Author: /time Magazine | Title: Music: American Sputnik | 4/28/1958 | See Source »

Official Russia, with an eye cocked to the propaganda values of Cliburn's triumph, was just as ecstatic. At a Kremlin reception, squat Premier Nikita Khrushchev threw his arms about Van's beanpole, 6-ft.-4-in. frame, asked him why he was so tall. Grinned Van: "Because I'm from Texas." At a second Kremlin reception, Khrushchev bore down on Cliburn with hands outstretched, jovially introduced him to his son, daughter and granddaughter. When a waiter appeared with champagne, teetotaling Van shifted from one foot to another, murmured "I really don't care...

Author: /time Magazine | Title: Music: American Sputnik | 4/28/1958 | See Source »

...Concert. Near exhaustion, Cliburn found time to chat for 40 minutes by phone with his parents back home in Kilgore, stop by the conservatory to have a life mask made for its collection. Then he traveled to Klin to play Tchaikovsky's piano, played by the greatest pianists on Tchaikovsky's birthday only. For Van they moved the birthday up several weeks. Finally, he played a solo recital at the conservatory auditorium to thunderous cheers, boarded the Red Arrow train to Leningrad, on the first leg of a tour to Riga, Kiev and Minsk...

Author: /time Magazine | Title: Music: American Sputnik | 4/28/1958 | See Source »

From Europe and the U.S. the offers were pouring in: Dowager Queen Elisabeth of Belgium personally invited him to play at the Brussels World's Fair (he may do so, with the Philadelphia Orchestra); Impresario Sol Hurok, who once passed him up, tried unsuccessfully to get Cliburn under option; Ed Sullivan put in his bid for Cliburn's first Stateside TV appearance. Columbia Artists announced plans to bring over Moscow Conductor Kiril Kondrashin to accompany Cliburn on May 19 in a Carnegie Hall duplication of his prizewinning concert, with later performances in Philadelphia and Washington. Cliburn...

Author: /time Magazine | Title: Music: American Sputnik | 4/28/1958 | See Source »

...technical equipment: the twelve-note span, the bravura style, the big percussive attack.

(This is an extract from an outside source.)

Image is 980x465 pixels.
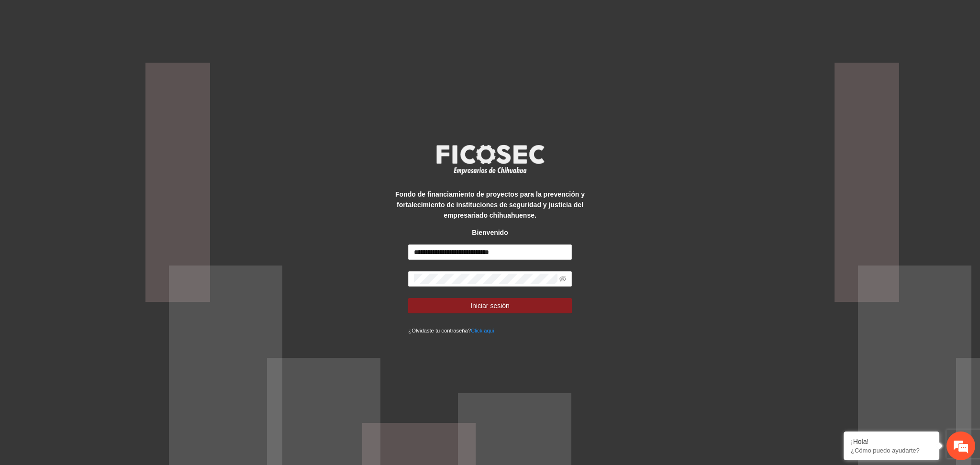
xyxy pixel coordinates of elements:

But in preparation for his Moscow trip (which he says was revealed to him a year ago in a séance as a journey to "an agrarian country" where he would win a gold medal), Cliburn put in a grueling two months of six-to-eight-hours-a-day practice. During this period he may have sharpened some of the qualities that confounded Moscow critics: emotional nuances and inflections such as are normally heard only from string players; the special ghostly sonority that he can draw...

Author: /time Magazine | Title: Music: American Sputnik | 4/28/1958 | See Source »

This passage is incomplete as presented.